Toronto Star

Have empathy for those in need, Tories

- MICHAEL COREN Michael Coren is a Toronto writer.

I will never forget the time I first heard my father in genuine distress. He and my mum were speaking in what they thought were hushed tones, whispers of privacy, but in our small home I could hear through the walls some of what was being said.

I was too young too understand the full details, but I knew it was serious, realized that it was causing the people who were my rocks, who loved me unconditio­nally, and who I considered superhuman and incapable of ever letting me down, the greatest pain and anguish.

At one point I heard my mum say, “It’ll be OK Phil, it’ll be OK.” Then he replied, “Sheila, love, I just don’t know if it will be.” I now know what happened. Dad had developed a bad case of pleurisy and pneumonia. He’d tried to work, but sim- ply couldn’t. Then the doctor told him that unless he rested, and did so for some time, he could be seriously ill.

Problem was, when dad didn’t work he didn’t earn any money, and mum was paid very little. The bills were high, the rent had been increased, they had no savings, and their families were not wealthy.

My parents came from humble background­s: dad a Jewish man from Hackney whose parents were immigrants. He was in the RAF when he was17, and then became a cab driver. My mum was pure cockney, from Stepney. She’d left school at 14, and worked as a hairdresse­r. They were both profoundly intelligen­t, but in their young days anything approachin­g equality of opportunit­y was a remote fantasy.

I don’t recall what occurred next, but I do know that we stayed in the house, that dad got better, and that over the years my parents were insistent that I had to receive an education, find a good job, be secure. Mum and dad are gone now, but the life lessons they taught me will remain forever.

I write this because something cruel and uncaring has developed in Canadian and especially Ontario politics, a new conservati­sm that has abandoned the paternalis­m of the red Tory tradition, and replaced it with harshness, division and a disregard for those who are most in need of our concern and empathy.

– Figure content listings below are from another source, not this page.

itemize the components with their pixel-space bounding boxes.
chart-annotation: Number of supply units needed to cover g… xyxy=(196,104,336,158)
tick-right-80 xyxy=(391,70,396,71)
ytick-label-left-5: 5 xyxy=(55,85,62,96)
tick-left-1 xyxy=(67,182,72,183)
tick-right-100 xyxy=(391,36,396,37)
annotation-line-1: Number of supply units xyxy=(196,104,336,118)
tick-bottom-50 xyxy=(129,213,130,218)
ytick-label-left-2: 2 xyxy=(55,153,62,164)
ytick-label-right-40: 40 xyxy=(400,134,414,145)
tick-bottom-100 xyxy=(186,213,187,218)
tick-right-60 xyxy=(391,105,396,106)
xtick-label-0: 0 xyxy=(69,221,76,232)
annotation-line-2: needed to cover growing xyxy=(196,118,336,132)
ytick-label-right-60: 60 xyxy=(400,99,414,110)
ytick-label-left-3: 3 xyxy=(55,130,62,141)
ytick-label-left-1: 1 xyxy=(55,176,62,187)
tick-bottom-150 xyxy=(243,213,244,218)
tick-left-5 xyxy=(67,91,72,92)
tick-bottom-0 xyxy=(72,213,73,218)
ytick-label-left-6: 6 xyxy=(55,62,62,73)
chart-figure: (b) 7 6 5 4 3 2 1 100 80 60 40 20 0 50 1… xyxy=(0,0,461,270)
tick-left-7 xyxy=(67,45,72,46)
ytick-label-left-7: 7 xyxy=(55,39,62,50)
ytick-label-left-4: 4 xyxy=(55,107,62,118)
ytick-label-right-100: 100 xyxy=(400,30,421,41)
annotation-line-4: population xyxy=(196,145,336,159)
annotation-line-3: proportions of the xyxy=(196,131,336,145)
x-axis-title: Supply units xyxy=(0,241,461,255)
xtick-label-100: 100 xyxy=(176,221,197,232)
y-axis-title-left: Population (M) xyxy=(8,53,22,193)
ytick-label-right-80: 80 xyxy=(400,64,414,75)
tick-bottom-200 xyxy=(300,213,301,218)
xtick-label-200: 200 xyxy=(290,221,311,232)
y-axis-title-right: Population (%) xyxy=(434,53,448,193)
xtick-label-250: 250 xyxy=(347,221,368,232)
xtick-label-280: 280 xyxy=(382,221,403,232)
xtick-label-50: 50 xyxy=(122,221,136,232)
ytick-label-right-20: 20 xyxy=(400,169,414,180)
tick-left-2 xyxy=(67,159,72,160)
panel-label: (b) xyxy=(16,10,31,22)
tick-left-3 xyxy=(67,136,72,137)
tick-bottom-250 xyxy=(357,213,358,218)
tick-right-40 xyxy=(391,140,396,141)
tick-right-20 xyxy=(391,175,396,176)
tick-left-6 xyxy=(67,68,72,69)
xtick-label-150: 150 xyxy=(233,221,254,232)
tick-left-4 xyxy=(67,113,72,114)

Whether it’s using dismissive language about migrants, cutting promised minimum wage and welfare increases, or ending guaranteed income schemes, it stinks of something almost Dickensian

Frankly, I don’t know how some of the more progressiv­e members of rightwing government­s can sit still and tolerate this, or even how they can sleep at night.

There’s a wonderful line in Robert Bolt’s play A Man For All Seasons, where Richard Rich, the personific­ation of unscrupulo­us ambition, perjures himself to send Thomas More to his execution. For this betrayal, Rich is made attorney general for Wales.

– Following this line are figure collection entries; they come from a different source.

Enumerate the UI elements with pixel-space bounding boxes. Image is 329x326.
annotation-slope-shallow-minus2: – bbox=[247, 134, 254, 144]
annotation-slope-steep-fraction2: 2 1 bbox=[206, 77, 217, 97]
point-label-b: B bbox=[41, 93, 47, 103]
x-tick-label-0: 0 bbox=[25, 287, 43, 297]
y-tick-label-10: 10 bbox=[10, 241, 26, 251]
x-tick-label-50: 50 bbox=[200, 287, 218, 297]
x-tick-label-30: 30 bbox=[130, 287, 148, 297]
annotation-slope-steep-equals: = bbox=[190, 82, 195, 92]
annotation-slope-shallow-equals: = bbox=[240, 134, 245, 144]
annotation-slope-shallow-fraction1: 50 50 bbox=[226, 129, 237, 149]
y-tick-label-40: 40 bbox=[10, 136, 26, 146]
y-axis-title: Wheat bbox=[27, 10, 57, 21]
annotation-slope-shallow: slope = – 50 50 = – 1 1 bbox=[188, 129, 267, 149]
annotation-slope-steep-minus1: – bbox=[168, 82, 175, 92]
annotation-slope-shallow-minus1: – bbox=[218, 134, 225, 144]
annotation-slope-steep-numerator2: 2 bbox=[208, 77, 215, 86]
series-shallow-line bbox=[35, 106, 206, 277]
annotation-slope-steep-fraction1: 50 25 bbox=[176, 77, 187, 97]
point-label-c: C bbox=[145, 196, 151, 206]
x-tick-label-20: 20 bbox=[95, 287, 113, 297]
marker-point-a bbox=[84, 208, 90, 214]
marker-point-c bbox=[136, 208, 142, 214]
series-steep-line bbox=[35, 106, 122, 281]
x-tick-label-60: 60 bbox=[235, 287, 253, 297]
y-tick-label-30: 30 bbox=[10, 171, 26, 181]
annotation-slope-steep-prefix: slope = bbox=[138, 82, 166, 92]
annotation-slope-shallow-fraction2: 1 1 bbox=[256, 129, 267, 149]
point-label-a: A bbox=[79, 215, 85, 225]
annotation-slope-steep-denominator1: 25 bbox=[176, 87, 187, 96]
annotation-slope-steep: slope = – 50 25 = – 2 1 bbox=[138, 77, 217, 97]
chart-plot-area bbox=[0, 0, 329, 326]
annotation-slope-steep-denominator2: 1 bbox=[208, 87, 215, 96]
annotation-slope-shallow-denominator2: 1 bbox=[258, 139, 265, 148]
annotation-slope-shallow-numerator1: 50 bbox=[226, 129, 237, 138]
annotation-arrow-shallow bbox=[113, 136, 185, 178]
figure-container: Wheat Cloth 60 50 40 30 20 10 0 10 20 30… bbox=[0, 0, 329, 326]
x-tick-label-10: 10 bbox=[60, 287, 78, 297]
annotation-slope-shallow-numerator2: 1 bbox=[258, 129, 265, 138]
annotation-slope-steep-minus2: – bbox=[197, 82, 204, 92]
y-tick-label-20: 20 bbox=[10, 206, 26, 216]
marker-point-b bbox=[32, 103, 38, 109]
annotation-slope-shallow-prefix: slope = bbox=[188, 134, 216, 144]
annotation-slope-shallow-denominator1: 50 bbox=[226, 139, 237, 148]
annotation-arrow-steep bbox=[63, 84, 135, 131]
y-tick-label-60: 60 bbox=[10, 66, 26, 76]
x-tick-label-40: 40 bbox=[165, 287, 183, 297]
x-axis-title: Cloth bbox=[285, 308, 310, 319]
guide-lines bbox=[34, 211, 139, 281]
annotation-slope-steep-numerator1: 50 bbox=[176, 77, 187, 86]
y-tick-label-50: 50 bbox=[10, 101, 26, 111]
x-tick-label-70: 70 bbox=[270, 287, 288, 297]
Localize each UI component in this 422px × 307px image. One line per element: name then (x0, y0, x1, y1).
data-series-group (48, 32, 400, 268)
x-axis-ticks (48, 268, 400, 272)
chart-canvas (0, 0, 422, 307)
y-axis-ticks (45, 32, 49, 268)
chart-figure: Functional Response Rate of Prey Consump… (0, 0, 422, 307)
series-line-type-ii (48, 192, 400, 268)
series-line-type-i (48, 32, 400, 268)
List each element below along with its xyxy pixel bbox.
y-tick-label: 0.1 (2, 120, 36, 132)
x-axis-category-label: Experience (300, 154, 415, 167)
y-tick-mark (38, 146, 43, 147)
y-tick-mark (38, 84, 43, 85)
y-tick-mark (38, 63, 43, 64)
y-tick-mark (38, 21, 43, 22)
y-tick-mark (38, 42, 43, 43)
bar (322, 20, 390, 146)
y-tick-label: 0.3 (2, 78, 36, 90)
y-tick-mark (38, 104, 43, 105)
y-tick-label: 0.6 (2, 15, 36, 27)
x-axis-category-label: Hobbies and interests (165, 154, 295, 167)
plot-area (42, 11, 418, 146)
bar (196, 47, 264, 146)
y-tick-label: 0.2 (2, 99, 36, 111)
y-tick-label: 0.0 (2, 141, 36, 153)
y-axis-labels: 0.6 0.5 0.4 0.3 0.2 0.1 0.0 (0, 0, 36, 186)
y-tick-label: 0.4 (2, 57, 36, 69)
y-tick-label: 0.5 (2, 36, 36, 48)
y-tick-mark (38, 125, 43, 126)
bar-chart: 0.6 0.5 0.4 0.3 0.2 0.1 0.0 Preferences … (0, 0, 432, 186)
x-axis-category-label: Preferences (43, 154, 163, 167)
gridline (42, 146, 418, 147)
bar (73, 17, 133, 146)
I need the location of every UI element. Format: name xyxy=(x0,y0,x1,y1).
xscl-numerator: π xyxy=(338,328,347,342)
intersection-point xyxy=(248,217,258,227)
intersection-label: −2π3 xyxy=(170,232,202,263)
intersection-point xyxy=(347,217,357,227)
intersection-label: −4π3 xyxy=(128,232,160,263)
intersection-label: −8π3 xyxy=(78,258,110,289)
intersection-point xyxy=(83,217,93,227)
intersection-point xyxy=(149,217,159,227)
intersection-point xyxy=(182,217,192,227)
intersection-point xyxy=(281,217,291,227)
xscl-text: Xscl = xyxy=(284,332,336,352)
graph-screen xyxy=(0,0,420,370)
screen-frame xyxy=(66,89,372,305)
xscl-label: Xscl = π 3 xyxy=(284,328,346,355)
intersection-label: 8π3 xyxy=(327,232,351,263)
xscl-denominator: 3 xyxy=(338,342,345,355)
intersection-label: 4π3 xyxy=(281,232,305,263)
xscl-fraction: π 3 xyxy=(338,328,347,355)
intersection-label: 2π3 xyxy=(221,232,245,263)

“It profits a man nothing to give his soul for the whole world,” says More. “But for Wales?” But for a position in a provincial cabinet?

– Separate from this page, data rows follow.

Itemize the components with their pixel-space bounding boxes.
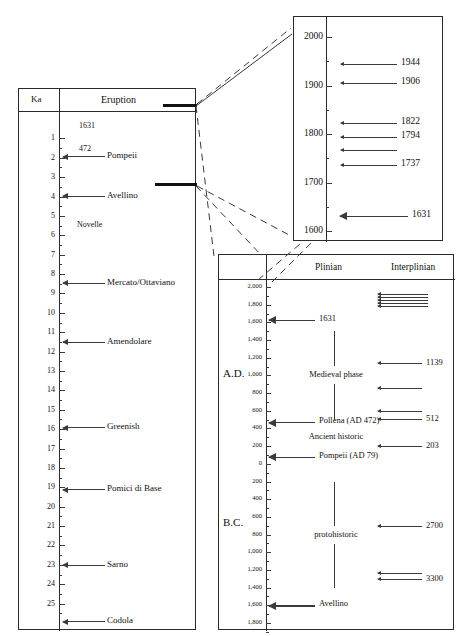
interplinian-event-label: 3300: [426, 574, 443, 583]
interplinian-event-arrow: [378, 419, 422, 420]
bottom-axis-tick: [266, 517, 271, 518]
left-axis-tick: [59, 526, 65, 527]
left-axis-tick-label: 16: [33, 425, 55, 433]
plinian-phase-bracket: [334, 544, 335, 588]
plinian-event-label: Pollena (AD 472): [319, 416, 379, 425]
bottom-axis-tick: [266, 358, 271, 359]
plinian-phase-bracket: [334, 384, 335, 419]
top-right-axis-tick-label: 1800: [296, 129, 323, 139]
left-event-label: Amendolare: [107, 337, 151, 346]
plinian-event-arrow: [269, 422, 315, 423]
left-axis-minor-tick: [59, 478, 62, 479]
historical-eruption-year: 1822: [401, 117, 420, 127]
left-axis-tick-label: 24: [33, 580, 55, 588]
left-axis-tick-label: 10: [33, 309, 55, 317]
left-ka-panel: Ka Eruption 1234567891011121314151617181…: [18, 88, 196, 630]
left-plain-label: 1631: [79, 122, 95, 130]
left-axis-minor-tick: [59, 594, 62, 595]
left-axis-tick: [59, 545, 65, 546]
plinian-phase-bracket: [334, 331, 335, 366]
interplinian-event-label: 512: [426, 414, 439, 423]
top-right-axis-tick: [326, 37, 332, 38]
bottom-axis-tick-label: 1,400: [235, 336, 262, 343]
bottom-axis-tick: [266, 287, 271, 288]
left-axis-tick-label: 15: [33, 406, 55, 414]
plinian-phase-bracket: [334, 482, 335, 526]
historical-eruption-arrow: [341, 150, 397, 151]
leader-stub-to-topright-a: [197, 28, 291, 104]
left-axis-tick: [59, 177, 65, 178]
plinian-event-label: 1631: [319, 314, 336, 323]
leader-left-top-to-bottom: [196, 106, 214, 256]
left-axis-minor-tick: [59, 187, 62, 188]
left-axis-tick-label: 21: [33, 522, 55, 530]
left-header-age: Ka: [31, 95, 42, 104]
left-axis-tick-label: 7: [33, 251, 55, 259]
left-axis-tick: [59, 138, 65, 139]
left-axis-tick: [59, 255, 65, 256]
left-axis-tick: [59, 390, 65, 391]
bottom-axis-tick-label: 1,600: [235, 601, 262, 608]
plinian-phase-label: Ancient historic: [286, 432, 386, 441]
historical-eruption-year: 1737: [401, 159, 420, 169]
bottom-axis-tick: [266, 411, 271, 412]
left-axis-minor-tick: [59, 516, 62, 517]
left-axis-tick-label: 8: [33, 270, 55, 278]
connector-stub-mid: [155, 183, 197, 186]
left-axis-minor-tick: [59, 206, 62, 207]
left-axis-tick: [59, 274, 65, 275]
top-right-axis-tick: [326, 86, 332, 87]
left-axis-tick: [59, 584, 65, 585]
bottom-axis-tick: [266, 535, 271, 536]
left-axis-minor-tick: [59, 419, 62, 420]
interplinian-event-arrow: [378, 363, 422, 364]
top-right-axis-line: [326, 17, 327, 242]
bottom-axis-minor-tick: [266, 614, 269, 615]
left-event-label: Pompeii: [107, 151, 137, 160]
bottom-axis-minor-tick: [266, 596, 269, 597]
left-axis-minor-tick: [59, 381, 62, 382]
bottom-axis-minor-tick: [266, 314, 269, 315]
left-axis-tick: [59, 410, 65, 411]
interplinian-event-label: 1139: [426, 358, 443, 367]
plinian-event-label: Avellino: [319, 599, 348, 608]
left-axis-tick-label: 6: [33, 231, 55, 239]
left-event-label: Mercato/Ottaviano: [107, 278, 175, 287]
left-event-label: Avellino: [107, 191, 138, 200]
interplinian-event-arrow: [378, 411, 422, 412]
plinian-interplinian-panel: Plinian Interplinian A.D. B.C. 2,0001,80…: [218, 254, 454, 630]
left-axis-tick: [59, 293, 65, 294]
interplinian-event-label: 2700: [426, 521, 443, 530]
left-axis-tick-label: 4: [33, 193, 55, 201]
top-right-axis-tick: [326, 183, 332, 184]
bottom-axis-minor-tick: [266, 561, 269, 562]
left-axis-tick: [59, 449, 65, 450]
left-axis-tick-label: 1: [33, 134, 55, 142]
bottom-axis-tick-label: 1,600: [235, 318, 262, 325]
top-right-axis-tick-label: 1900: [296, 81, 323, 91]
bottom-axis-tick: [266, 428, 271, 429]
interplinian-event-label: 203: [426, 441, 439, 450]
bottom-axis-tick-label: 600: [235, 407, 262, 414]
leader-left-mid-to-bottom: [196, 186, 262, 256]
interplinian-cluster-arrow: [378, 297, 428, 298]
interplinian-cluster-arrow: [378, 300, 428, 301]
left-event-label: Pomici di Base: [107, 484, 162, 493]
left-axis-tick: [59, 235, 65, 236]
historical-eruption-arrow: [341, 165, 397, 166]
left-axis-tick-label: 18: [33, 464, 55, 472]
left-axis-minor-tick: [59, 264, 62, 265]
interplinian-cluster-arrow: [378, 294, 428, 295]
bottom-axis-minor-tick: [266, 543, 269, 544]
historical-eruption-year: 1631: [412, 210, 431, 220]
left-axis-minor-tick: [59, 167, 62, 168]
left-axis-tick: [59, 352, 65, 353]
top-right-axis-tick-label: 1600: [296, 226, 323, 236]
leader-left-top-to-topright: [196, 34, 292, 106]
left-axis-tick-label: 20: [33, 503, 55, 511]
left-axis-tick-label: 5: [33, 212, 55, 220]
top-right-axis-minor-tick: [326, 61, 329, 62]
left-axis-minor-tick: [59, 575, 62, 576]
left-axis-minor-tick: [59, 226, 62, 227]
bottom-axis-tick-label: 1,800: [235, 619, 262, 626]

Those who haven’t been poor and broken seldom understand what it’s like. At root it’s about fear. The desperate are frightened of the future as well as the present, of the steady decline not only of income but also of dignity and worth. How will others see us, where will we go, what will we do?

Yes, of course some people are lazy and rely on others out of selfishnes­s, but if you genuinely knew the situation you’d realize how rare that is. It was recently reported that fewer than 90 families in Canada hold as much wealth as everyone in Newfoundla­nd and Labrador, New Brunswick and Prince Edward Island combined. It’s not because they are so hard-working!

My dad survived because of Britain’s National Health Service, I went to university due to the funding of public education, and the policy in Canada of the common good, of redistribu­tion, of compassion­ate sense and kind sensibilit­y, has made this country what it is.

There is a new, foul wind is blowing from the south, and it will hurt us all unless we stand up to it. There is no crime in being poor and requiring help, there is every crime in rejecting those who ask for it.